Swedish oil company Lundin Energy has failed to find hydrocarbons at its Merckx prospect in the North Sea, offshore Norway.
The Norwegian Petroleum Directorate said Friday that Lundin, as the operator of production licence 981 where the well is located, was is in the process of concluding the drilling of wildcat well formally known as well16/4-12.
The well was drilled about one kilometer west of the Solveig field in the North Sea and 190 kilometers west of Stavanger.
The well’s primary exploration target was to prove petroleum in sandstones in the Ty Formation from the Palaeocene. The secondary exploration target was to prove petroleum in porous dolomite in the Zechstein Group from the Permian Age.
The well encountered 58 meters of sandstone in the Ty Formation with good to very good reservoir quality.
In the secondary exploration target, the well encountered 12 meters of dolomitic rocks in the Zechstein Group with poor to moderate reservoir quality.

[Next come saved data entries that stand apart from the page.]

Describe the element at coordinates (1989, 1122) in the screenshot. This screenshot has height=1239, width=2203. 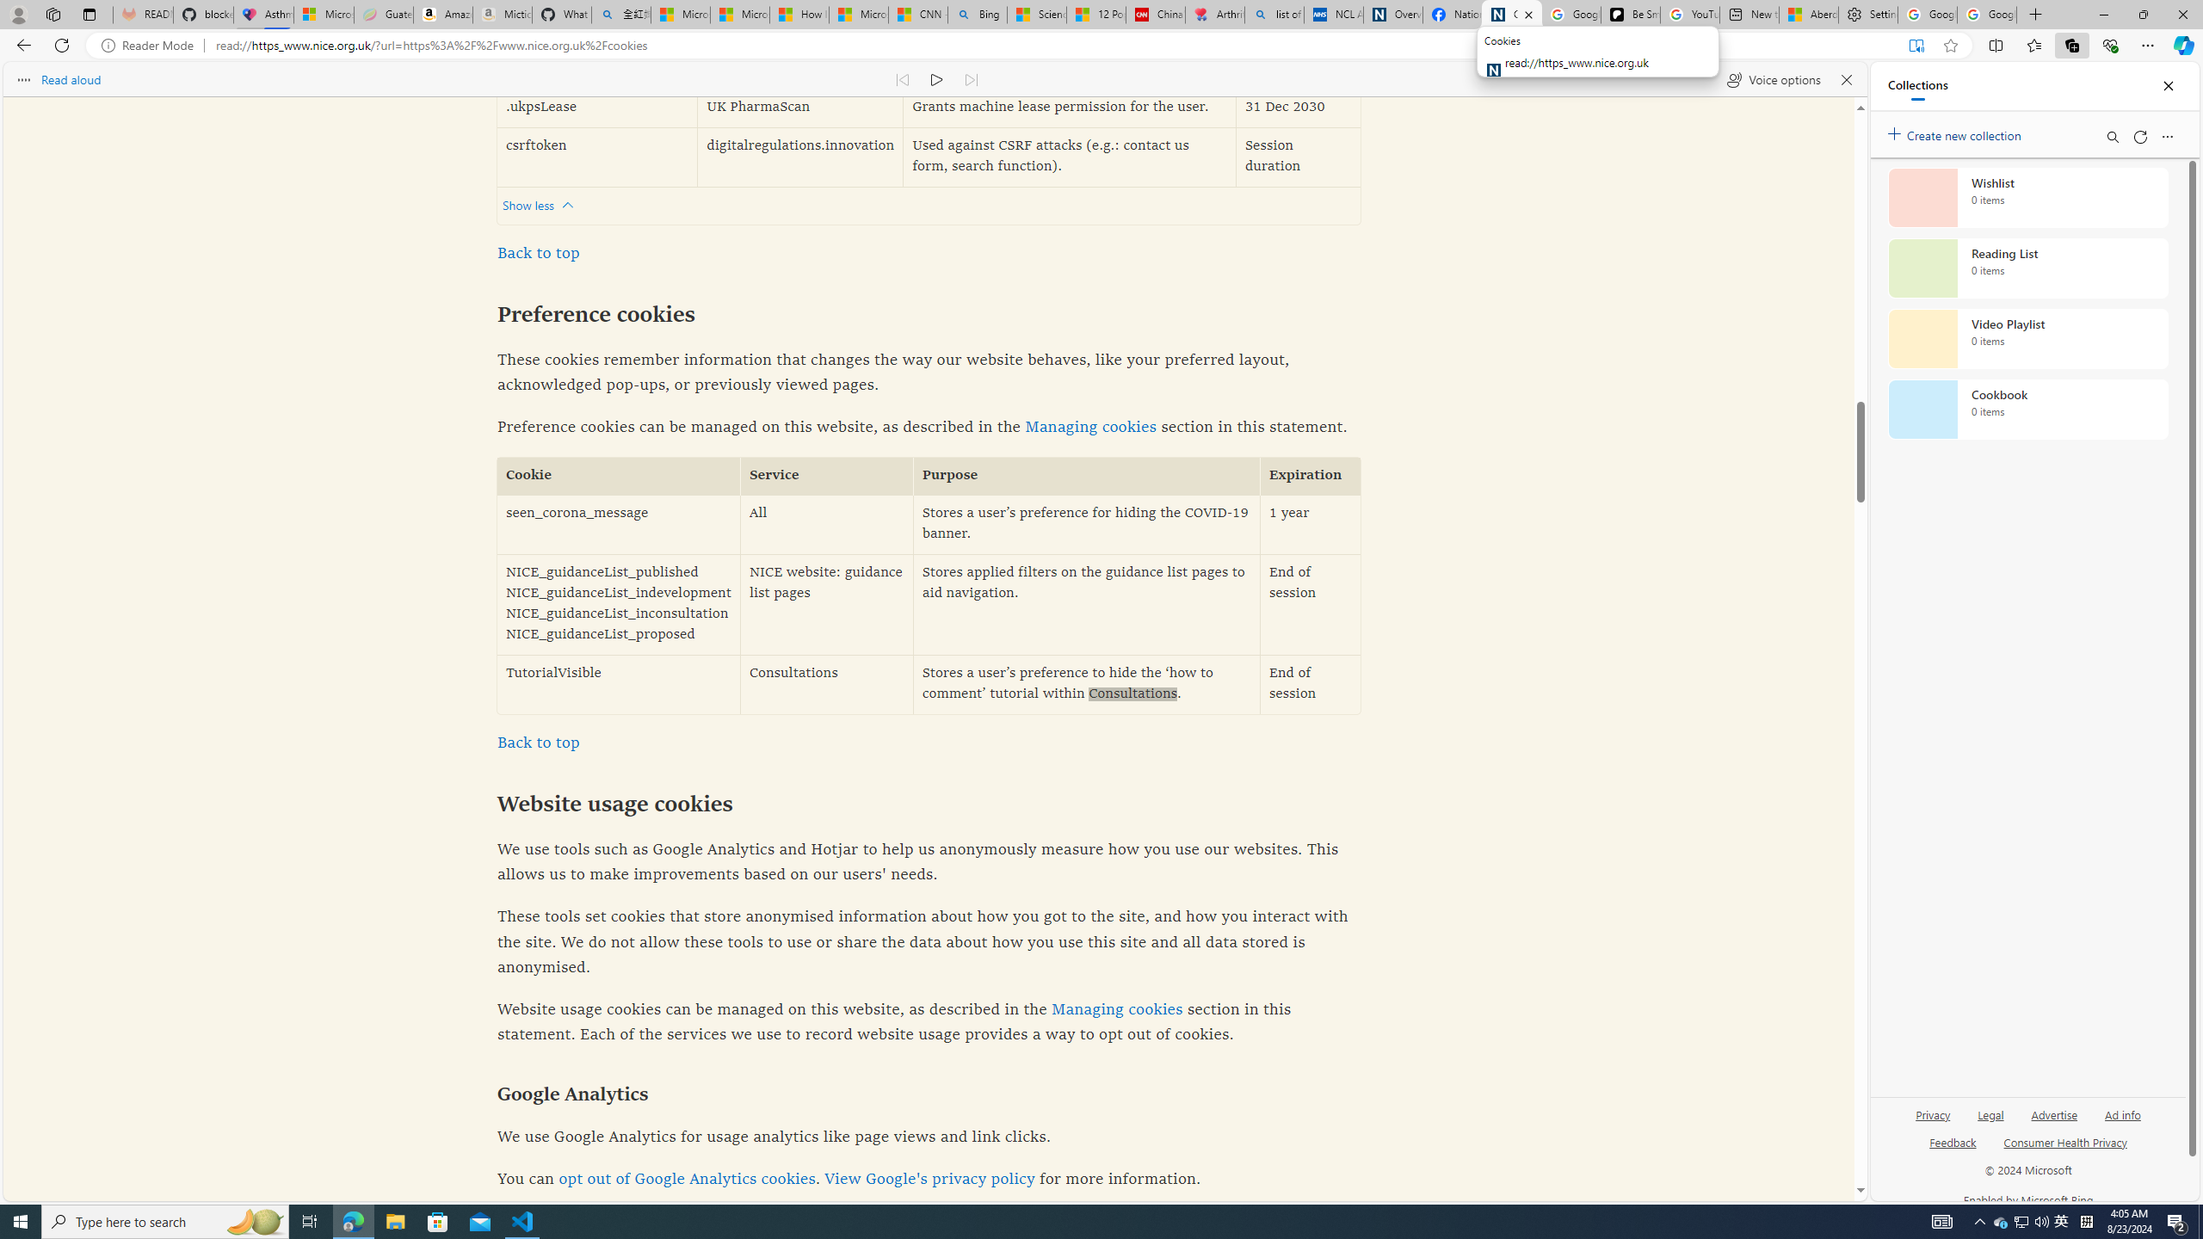
I see `Legal` at that location.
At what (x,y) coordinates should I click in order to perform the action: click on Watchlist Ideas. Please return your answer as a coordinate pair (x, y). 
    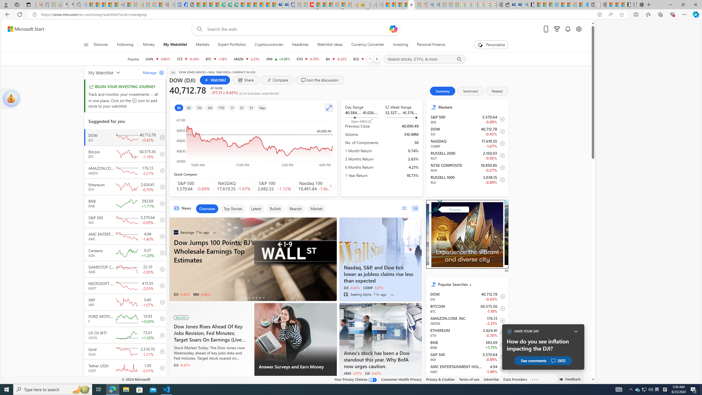
    Looking at the image, I should click on (330, 45).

The offshore exploration well also encountered two intervals of sandstone from an undefined age between the Cretaceous and Triassic. The upper interval has a thickness of 16 meters with moderate to good reservoir quality. The lower interval has a thickness of 15 meters with good to very good reservoir quality.

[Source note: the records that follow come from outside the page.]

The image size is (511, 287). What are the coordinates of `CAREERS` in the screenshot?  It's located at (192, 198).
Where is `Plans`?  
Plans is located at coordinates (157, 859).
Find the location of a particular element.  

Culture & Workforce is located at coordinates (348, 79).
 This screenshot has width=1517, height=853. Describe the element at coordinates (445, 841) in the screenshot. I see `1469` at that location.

However, NPD said that the well was dry. This is the first exploration well in production licence 981, which was awarded in APA 2018.

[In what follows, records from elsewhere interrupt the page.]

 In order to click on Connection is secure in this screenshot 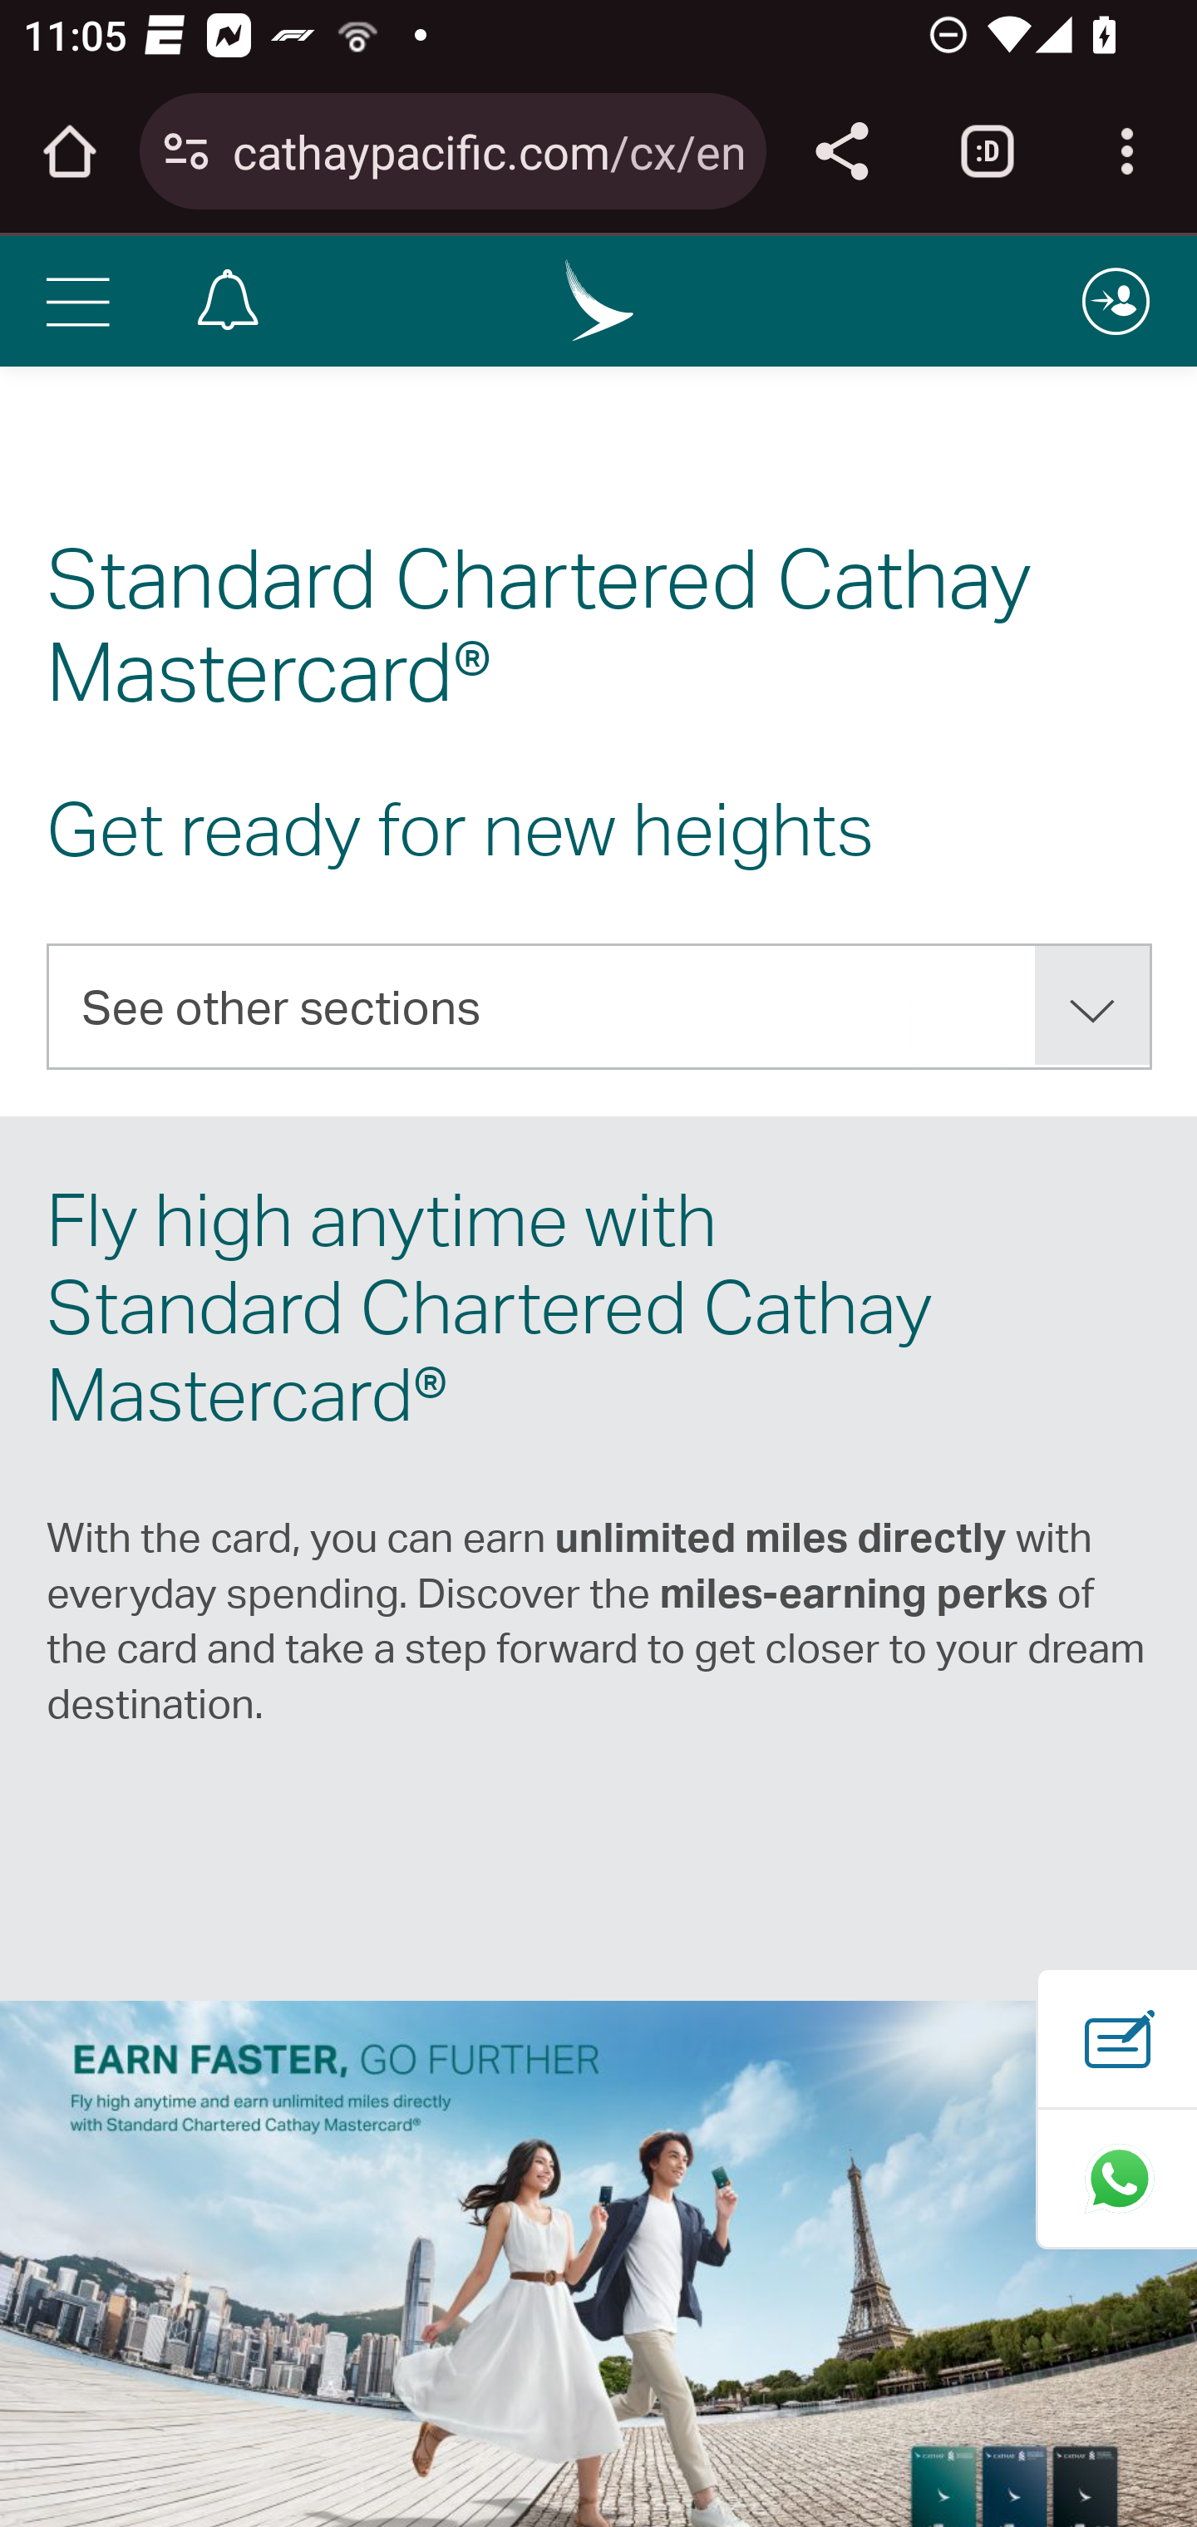, I will do `click(186, 151)`.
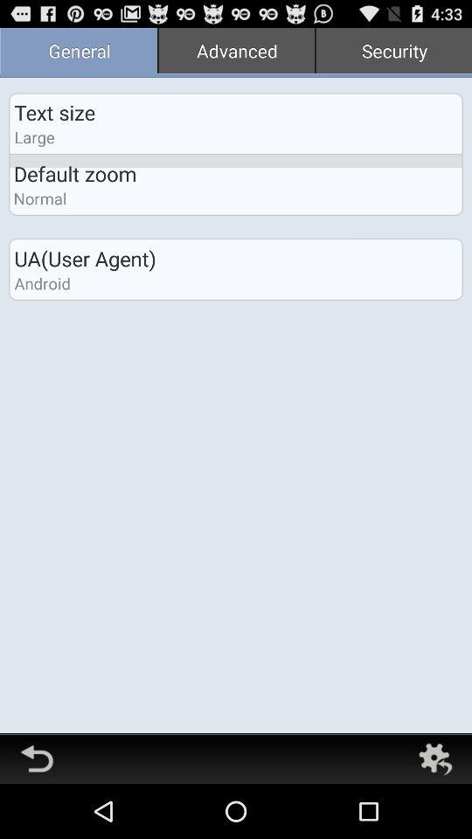 The width and height of the screenshot is (472, 839). Describe the element at coordinates (236, 52) in the screenshot. I see `click the app to the left of the security app` at that location.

Lundin drilled the well to a vertical depth of 2141 meters below sea level and terminated it in the Zechstein Group from the Permian Age.
The water depth at the site is 100 meters. The well will be permanently plugged and abandoned.
Lundin used the Deepsea Stavanger semi-submersible drilling rig for the drilling at the Merckx prospect. The rig will now move on to drill wildcat well 17/8-1 in production licence 976 in the North Sea, where Lundin Energy Norway AS is the operator.